Benoit Mandelbrot
Benoit Mandelbrot
Benoit B. Mandelbrot was a Polish-born, French and American mathematician with broad interests in the practical sciences, especially regarding what he labeled as "the art of roughness" of physical phenomena and "the uncontrolled element in life." He referred to himself as a "fractalist". He is recognized for his contribution to the field of fractal geometry, which included coining the word "fractal'", as well as developing a theory of "roughness and self-similarity" in nature...
NationalityFrench
ProfessionMathematician
Date of Birth20 November 1924
CountryFrance
I went to the computer and tried to experiment. I introduced a very high level of experiment in very pure mathematics.
Fractal geometry is not just a chapter of mathematics, but one that helps Everyman to see the same world differently.
The Mandelbrot set is the most complex mathematical object known to mankind.
Unfortunately, the world has not been designed for the convenience of mathematicians.
The most complex object in mathematics, the Mandelbrot Set ... is so complex as to be uncontrollable by mankind and describable as 'chaos'.

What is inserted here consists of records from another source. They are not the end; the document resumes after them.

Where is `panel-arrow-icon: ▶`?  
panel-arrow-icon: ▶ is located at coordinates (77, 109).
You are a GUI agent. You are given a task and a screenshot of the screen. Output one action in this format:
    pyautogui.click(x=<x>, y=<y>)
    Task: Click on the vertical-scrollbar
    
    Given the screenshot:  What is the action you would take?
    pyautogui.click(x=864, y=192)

Pictures were completely eliminated from mathematics; in particular when I was young this happened in a very strong fashion.
The beauty of what I happened by extraordinary chance to put together is that nobody would have believed that this is possible, and certainly I didn't expect that it was possible. I just moved from step to step to step.

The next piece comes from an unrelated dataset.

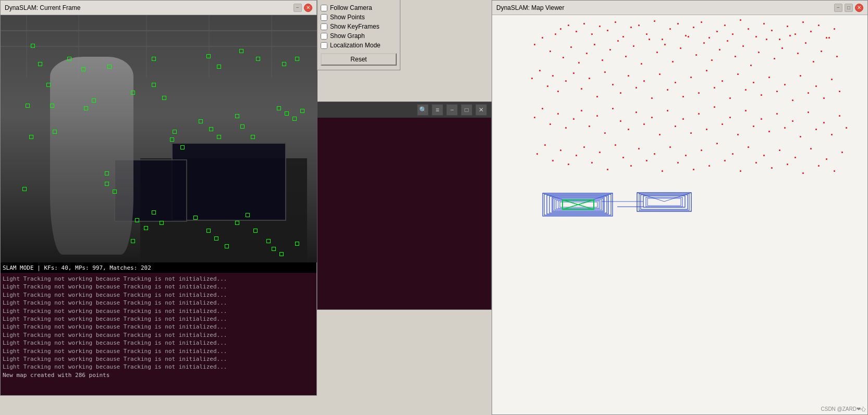  I want to click on close-button: ✕, so click(308, 8).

It was astonishing when at one point, I got the idea of how to make artifical clouds with a collaborator, we had pictures made which were theoretically completely artificial pictures based upon that one very simple idea. And this picture everybody views as being clouds.
The theory of chaos and theory of fractals are separate, but have very strong intersections. That is one part of chaos theory is geometrically expressed by fractal shapes.
In mathematics and science definition are simple, but bare-bones. Until you get to a problem which you understand it takes hundreds and hundreds of pages and years and years of learning.
I had many books and I had dreams of all kinds. Dreams in which were in a certain sense, how to say, easy to make because the near future was always extremely threatening.
I've been a professor of mathematics at Harvard and at Yale. At Yale for a long time. But I'm not a mathematician only. I'm a professor of physics, of economics, a long list. Each element of this list is normal. The combination of these elements is very rare at best.
I didn't feel comfortable at first with pure mathematics, or as a professor of pure mathematics. I wanted to do a little bit of everything and explore the world.
Everything is roughness, except for the circles. How many circles are there in nature? Very, very few. The straight lines. Very shapes are very, very smooth. But geometry had laid them aside because they were too complicated.